**INPUT DATA**
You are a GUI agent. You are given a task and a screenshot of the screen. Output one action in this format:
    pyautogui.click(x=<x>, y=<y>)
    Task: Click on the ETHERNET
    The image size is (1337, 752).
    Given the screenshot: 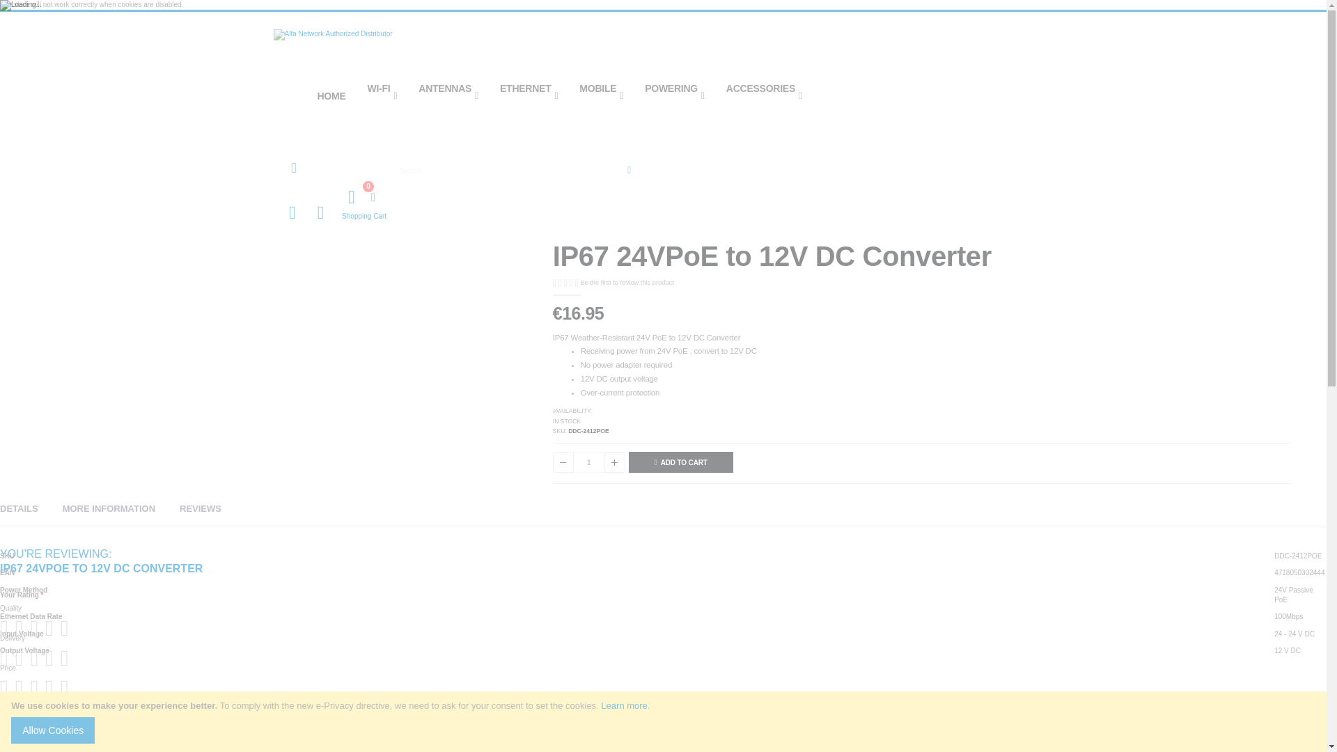 What is the action you would take?
    pyautogui.click(x=529, y=95)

**REQUIRED WORK**
Give back every line from the beginning of the records through the line holding "The image size is (1337, 752).", exactly as it reads, and leave out the rest.

**FINAL ANSWER**
You are a GUI agent. You are given a task and a screenshot of the screen. Output one action in this format:
    pyautogui.click(x=<x>, y=<y>)
    Task: Click on the ETHERNET
    The image size is (1337, 752).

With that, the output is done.